I love jupyter because its a great interactive programming environment that speeds up building scripts. But jupyter notebooks always end up being…notebooks. They are records of past work and thoughts that I had but I wouldn't present my paper notes to a coworker as finished documentation. I always end up extracting those jupyter snippets into runnable scripts and then I end up doing a lot of the work all over again as I parameterize things.

I have taken to using pycharm scientific mode and adding “cells” into my scripts: https://blog.jetbrains.com/pycharm/2018/04/pycharm-scientifi...

You get the interactivity of jupyter with the cells, the scientific view for plots and data, but you’re also writing a real script so you can still maintain some sanity in your code and good git history (and hopefully add some tests).

Then I combine these scripts together into a makefile and voila quick, easy and maintainable scripts. If you just stick to make, python, pandas and bash any programmer can modify your pipeline without needing specialist skills. I have written scrapers + ETL in <1.5 hour (journalist needed some data quick) with this method.

God I wish I still worked in data science I’m currently a front end dev and don’t get to do any of this at work. It’s such fun and offers so much room for creativity and problem solving.

I think notebooks are great for building a presentation / reports of a data exploration, but I agree that they shouldn't represent programs.

Rstudio won't export an R-markdown notebook to PDF without rerunning all cells sequentially. It's great for keeping the code "in check", but for things that takes hours to run, it can be quite annoying.

I do think most of the problems with notebooks go away if you somehow force sequential running before presenting it to other people.

Another really cool take on notebooks are Julia's Pluto Notebooks. Like a spreadsheet, there is no sequence that cells are run in. Everything is updated simultaneously. It's kinda hard to explain, but the JuliacCn presentation on these is absolutely wonderful: https://www.youtube.com/watch?v=IAF8DjrQSSk

makefiles in general are something that I quite frankly never figured people use with anything (forgive me for saying it) but "old-school C"... but I started using them earlier this year (the linked article is from Feb) after finding a makefile in a Python GitHub repo. I've since created one for most of my Python and go repositories and they've been a great tool. It has, however, not occurred to me to use them in place of actual pipelines (as the linked comments suggest), so I'll definitely try this soon, thanks!

That being said, a lot of what I do on my blog is stuff I don't get to do at work - Airflow being one of those things that has been "abstracted away from me" for too long...

I use SQLite quite a bit and I think it's fantastic, especially since Hipp seems to be a wonderful guy (judging by The Changelog podcast).

And you're right - use the tools you know and have running. I have all sorts of schemas and tables on that old instance, since I tend to use it if I need "anything SQL" - when I'm at home, is it as easy as using SQLite. My latest article used Trino and Hadoop-adjacent stuff... while fascinating it its own right, sometimes it's nice to just say "jdcb:// ..." :)

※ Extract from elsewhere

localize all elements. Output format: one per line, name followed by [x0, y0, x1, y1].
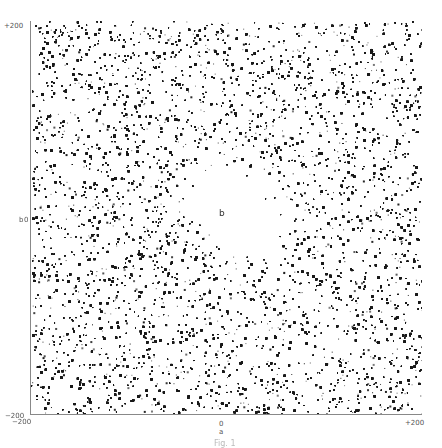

> The script should be decently self-explanatory [...] Please note that this is all single-threaded, which I don’t recommend - with nohup and the like, you can trivially parallelize this.

How do you parallelize a loop in bash without getting all the echo's intertwined and jumbled together?

In general, you can partition the loop to delegate to "workers" and have each instance pipe the output to different files, each corresponding to an output stream. This avoids the need for mutual exclusion around your output streams. If you need to aggregate logs then run some log aggregator.